By the time I came along, all that remained of Colton was the Hill Top Tavern, in front of which stood a billboard advertising Clabber Girl Baking Powder. I had no idea what a clabber girl might be, but her reputation was forever tarnished, thanks to the proximity of that billboard to the Hill Top Tavern.

A few years ago I decided it was time to investigate. The establishment, renamed Hill Top Service, was then owned by a man named Dennis Finch—last in a long line of Finches who had called the area home. Dennis told me he was keeping the place open mostly out of respect for his late mother, who, wheelchair-bound, would park herself just inside the entrance, where she would greet everyone who came in the door.

Dennis Finch

“My mother named it the Hill Top Tavern. She had a tavern and café here. When they passed all them laws, she couldn’t afford to buy a license. They wanted a hundred and fifty thousand, plus ten thousand for a state license.

“She spent her whole life right here on the hill. She didn’t want to have anything to do with going to the valley, rest home or anything else. One thing she was afraid of was being put in a rest home.”

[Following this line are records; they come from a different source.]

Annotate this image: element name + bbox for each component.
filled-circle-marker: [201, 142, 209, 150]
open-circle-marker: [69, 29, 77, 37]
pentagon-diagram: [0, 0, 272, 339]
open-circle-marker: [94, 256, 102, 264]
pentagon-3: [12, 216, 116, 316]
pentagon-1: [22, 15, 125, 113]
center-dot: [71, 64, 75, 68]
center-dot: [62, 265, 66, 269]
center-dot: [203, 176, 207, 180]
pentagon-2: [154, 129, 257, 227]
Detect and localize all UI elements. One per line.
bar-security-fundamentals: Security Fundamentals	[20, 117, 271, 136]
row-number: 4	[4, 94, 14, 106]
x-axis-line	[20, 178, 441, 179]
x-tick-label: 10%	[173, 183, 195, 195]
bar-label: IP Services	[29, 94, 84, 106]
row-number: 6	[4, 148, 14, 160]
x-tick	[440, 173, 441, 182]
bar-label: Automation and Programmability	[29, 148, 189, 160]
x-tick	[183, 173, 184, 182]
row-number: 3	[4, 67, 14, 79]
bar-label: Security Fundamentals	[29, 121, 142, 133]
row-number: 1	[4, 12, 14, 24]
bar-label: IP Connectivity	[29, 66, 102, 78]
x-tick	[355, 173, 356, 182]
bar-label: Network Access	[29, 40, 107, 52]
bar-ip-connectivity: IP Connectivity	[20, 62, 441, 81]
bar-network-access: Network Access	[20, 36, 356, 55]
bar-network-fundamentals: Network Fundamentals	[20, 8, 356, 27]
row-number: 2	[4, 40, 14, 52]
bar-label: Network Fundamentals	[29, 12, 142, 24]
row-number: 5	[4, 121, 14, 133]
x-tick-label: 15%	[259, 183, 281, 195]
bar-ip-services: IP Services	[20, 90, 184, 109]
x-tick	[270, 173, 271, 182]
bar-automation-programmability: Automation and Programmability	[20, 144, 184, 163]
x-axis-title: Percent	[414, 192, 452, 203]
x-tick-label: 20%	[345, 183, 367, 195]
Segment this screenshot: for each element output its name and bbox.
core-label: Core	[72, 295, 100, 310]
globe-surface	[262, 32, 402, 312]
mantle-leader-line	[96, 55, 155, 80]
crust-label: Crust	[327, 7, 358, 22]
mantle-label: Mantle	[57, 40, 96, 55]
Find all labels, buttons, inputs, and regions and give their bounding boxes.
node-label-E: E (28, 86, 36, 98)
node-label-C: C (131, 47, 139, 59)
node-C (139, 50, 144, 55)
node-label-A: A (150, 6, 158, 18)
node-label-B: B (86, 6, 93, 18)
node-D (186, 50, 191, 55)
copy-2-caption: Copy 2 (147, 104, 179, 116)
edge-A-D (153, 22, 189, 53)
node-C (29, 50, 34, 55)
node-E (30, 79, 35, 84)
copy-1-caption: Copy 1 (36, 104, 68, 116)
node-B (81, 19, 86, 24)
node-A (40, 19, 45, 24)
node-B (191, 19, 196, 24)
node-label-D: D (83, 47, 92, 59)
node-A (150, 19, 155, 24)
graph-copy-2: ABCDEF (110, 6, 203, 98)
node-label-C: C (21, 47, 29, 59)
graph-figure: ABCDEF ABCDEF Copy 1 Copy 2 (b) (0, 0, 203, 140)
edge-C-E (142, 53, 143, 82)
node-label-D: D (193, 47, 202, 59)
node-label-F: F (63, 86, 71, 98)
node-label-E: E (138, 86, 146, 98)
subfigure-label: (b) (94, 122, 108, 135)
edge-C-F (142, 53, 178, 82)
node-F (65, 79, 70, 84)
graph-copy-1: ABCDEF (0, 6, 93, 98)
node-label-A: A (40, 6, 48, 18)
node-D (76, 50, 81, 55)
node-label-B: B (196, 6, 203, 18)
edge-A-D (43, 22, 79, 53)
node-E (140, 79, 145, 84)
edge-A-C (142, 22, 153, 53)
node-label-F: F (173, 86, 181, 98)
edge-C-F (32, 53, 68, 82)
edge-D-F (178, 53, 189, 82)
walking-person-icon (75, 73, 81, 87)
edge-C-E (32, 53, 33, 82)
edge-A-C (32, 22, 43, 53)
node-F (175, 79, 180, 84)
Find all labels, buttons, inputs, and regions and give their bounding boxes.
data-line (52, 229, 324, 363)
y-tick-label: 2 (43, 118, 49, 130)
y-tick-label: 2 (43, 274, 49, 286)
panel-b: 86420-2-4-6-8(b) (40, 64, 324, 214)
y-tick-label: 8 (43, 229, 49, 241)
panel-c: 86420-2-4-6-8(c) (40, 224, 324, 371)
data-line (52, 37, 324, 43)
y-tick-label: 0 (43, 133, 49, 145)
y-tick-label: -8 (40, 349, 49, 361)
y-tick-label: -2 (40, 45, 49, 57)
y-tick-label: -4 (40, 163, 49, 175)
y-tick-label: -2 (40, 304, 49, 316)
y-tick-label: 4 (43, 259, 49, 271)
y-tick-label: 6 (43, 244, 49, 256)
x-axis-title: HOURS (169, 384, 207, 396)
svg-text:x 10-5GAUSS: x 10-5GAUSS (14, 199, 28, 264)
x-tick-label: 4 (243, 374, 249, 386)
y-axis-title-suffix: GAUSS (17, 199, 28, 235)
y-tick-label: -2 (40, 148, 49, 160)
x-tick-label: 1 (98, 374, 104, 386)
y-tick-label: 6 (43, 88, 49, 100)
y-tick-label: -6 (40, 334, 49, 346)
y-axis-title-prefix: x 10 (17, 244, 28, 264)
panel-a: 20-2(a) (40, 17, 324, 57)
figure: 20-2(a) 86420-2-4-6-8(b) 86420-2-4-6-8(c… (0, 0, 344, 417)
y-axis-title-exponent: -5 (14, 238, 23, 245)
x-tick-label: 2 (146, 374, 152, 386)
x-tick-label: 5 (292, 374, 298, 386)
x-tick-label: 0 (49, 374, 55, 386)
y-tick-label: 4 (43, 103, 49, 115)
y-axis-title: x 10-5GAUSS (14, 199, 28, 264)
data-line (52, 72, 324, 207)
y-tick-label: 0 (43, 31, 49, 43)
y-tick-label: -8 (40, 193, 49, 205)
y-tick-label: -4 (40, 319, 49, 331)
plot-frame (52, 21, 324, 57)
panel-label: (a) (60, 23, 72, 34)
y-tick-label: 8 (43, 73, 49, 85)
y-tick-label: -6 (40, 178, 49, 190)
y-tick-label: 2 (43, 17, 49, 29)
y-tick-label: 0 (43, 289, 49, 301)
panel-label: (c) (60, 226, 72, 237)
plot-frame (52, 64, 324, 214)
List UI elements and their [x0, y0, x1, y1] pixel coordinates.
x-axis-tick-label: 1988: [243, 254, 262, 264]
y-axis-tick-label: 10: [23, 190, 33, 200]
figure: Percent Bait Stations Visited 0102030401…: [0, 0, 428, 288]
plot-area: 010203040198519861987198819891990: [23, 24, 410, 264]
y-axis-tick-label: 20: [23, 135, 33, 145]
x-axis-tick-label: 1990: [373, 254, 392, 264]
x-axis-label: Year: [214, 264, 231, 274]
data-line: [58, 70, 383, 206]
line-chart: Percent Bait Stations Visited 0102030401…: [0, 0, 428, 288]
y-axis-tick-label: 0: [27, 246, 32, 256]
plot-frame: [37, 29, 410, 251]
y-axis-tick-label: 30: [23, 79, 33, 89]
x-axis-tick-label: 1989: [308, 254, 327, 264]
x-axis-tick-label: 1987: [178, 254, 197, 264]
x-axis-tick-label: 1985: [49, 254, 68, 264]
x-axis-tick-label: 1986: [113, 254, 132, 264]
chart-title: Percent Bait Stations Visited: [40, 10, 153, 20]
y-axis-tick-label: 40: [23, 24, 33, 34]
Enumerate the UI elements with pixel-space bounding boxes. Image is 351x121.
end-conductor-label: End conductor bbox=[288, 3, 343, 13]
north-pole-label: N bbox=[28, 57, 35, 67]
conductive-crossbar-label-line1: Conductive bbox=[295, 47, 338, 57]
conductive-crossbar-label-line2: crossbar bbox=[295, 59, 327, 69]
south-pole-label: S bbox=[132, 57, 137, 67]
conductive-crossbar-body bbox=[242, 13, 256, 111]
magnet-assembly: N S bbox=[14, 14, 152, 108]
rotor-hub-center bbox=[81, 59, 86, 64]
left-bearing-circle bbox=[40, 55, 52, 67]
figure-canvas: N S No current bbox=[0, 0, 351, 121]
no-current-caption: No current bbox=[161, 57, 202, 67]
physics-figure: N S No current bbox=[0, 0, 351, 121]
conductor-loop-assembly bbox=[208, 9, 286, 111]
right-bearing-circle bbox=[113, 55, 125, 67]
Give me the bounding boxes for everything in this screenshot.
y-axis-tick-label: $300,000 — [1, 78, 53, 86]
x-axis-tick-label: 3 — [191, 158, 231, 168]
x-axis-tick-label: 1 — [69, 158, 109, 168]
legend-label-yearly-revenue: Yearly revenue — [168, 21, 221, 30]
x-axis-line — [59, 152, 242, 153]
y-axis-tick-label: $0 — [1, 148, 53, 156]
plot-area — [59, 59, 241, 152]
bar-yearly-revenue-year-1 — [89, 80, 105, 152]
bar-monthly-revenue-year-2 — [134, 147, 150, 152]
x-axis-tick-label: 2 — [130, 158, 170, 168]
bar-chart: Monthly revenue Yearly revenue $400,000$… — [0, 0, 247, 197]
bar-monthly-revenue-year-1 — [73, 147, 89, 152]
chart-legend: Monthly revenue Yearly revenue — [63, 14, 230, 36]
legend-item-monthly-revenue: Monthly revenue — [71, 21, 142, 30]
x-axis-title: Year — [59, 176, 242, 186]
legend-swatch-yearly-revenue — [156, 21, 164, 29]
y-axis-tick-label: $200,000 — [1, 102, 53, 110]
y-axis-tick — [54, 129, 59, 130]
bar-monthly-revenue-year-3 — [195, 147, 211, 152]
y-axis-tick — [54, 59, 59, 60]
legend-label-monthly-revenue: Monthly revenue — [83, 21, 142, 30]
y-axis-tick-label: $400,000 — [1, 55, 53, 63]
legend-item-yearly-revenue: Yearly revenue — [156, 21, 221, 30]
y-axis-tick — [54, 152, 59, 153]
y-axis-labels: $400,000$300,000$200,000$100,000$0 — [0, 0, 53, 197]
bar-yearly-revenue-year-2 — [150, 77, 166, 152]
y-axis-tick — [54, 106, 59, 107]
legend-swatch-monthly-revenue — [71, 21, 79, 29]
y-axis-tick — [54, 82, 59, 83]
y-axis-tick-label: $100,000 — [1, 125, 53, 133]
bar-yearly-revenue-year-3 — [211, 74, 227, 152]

Dennis has since passed on and the Hill Top Service is shuttered. In time it will vanish from the earth, same as Tucker, Thistle, Castilla Springs and Galoolie, a railroad stop that once numbered 250 souls. Today, all that remains of Galoolie is a cemetery, lovingly maintained by the Atwood, Chadwick and Elliott families. Like every other village along the route, Galoolie got its start as a railroad whistle stop. In the Nineteen Fifties, Galoolie had enjoyed a brief moment of fame when it was cited in Ripley’s “Believe It Or Not.” Believe it or not, in order for a train to summit the Wasatch Plateau, it must pass Galoolie eleven times! Now, that doesn’t mean that you could stand beside the tracks and watch the same train go by eleven times. What it means is, if you had really good eyesight, you could watch as the train wended its way uphill via a series of ascending switchbacks. You could wave at the engineer each time the train “passed,” but I very much doubt he’d wave back.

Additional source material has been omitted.